Steve Martin was the host for the final episode of season 14 of Saturday Night Live. In the opening monologue, he visibly struggled to hold back tears as he paid tribute to Gilda Radner, who had died of cancer on the afternoon before the broadcast. Martin and Radner's "Dancing in the Dark" sketch, originally shown in episode 64 in 1978, was ...
Bing Crosby and the Andrews Sisters recorded the song on November 25, 1949 [2] and it had a good reception from the trade magazine Billboard who said: "Ditty’s a sprightly mountain-musiker that had its innings a couple of years back on straight hillbilly diskings. Bing and the gals are in top form as they harmonize it to a spanking fare-thee ...
Eddie Murphy is Saturday Night Live royalty and has graced the stage with many sketches that have left us laughing till we cried, from Buckwheat to Mr. Robinson there was never a dull moment. His ...
Crosby and Armstrong worked together many times before they recorded this album, appearing in films such as Pennies from Heaven (1936), Here Comes the Groom (1951), and High Society (1956). They made several radio broadcasts together between 1949 and 1951. [3] The lyrics of the songs were adapted for them by a number of notable songwriters. [4]

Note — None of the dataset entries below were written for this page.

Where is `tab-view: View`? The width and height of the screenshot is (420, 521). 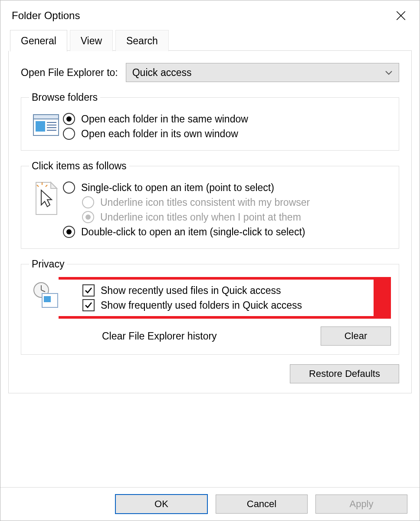
tab-view: View is located at coordinates (91, 41).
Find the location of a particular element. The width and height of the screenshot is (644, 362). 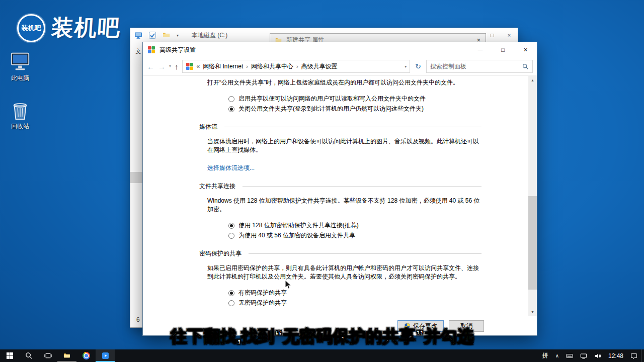

radio-option-password-on: 有密码保护的共享 is located at coordinates (355, 293).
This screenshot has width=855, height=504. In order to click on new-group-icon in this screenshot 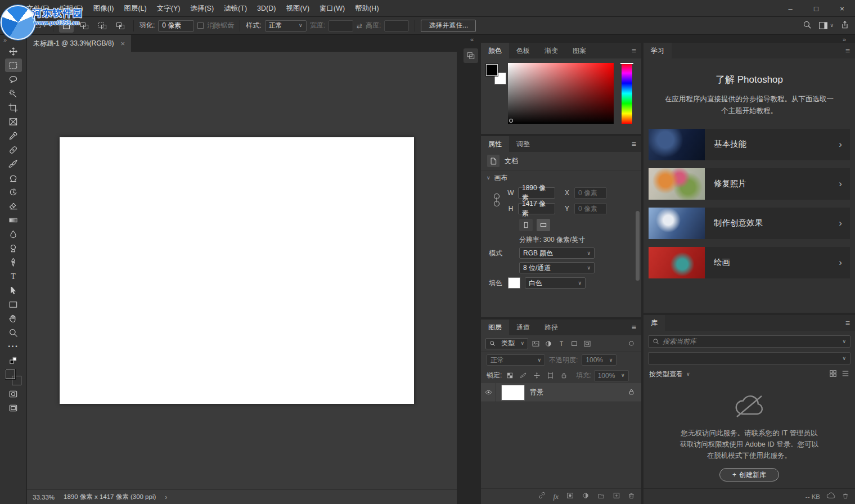, I will do `click(601, 497)`.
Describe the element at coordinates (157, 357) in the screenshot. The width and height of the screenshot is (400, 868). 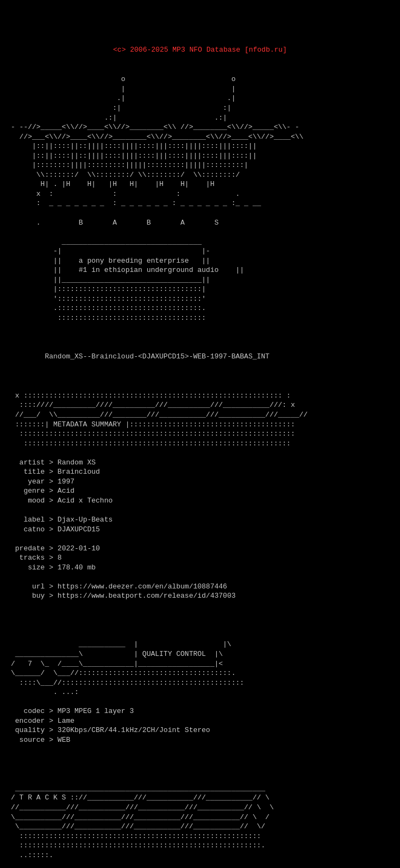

The song also refers to Ayatollah Khomeini's proclamation that the United States was the "Great Satan" and Jesse Jackson's 1988 campaign slogan, "Keep hope alive". The song was first performed live on February 21, 1989, in Seattle with The Restless, without the band having rehearsed it. [7] The song is included on Young's Greatest Hits (2004 ...
The song was written for the Paramount Pictures release Road to Morocco and published in 1942 in connection with the film. Vic Schoen (staff arranger for Paramount) wrote the arrangement. The song has been recorded many times, becoming a standard, but the recording by Bing Crosby on June 12, 1942 [ 4 ] is the best known.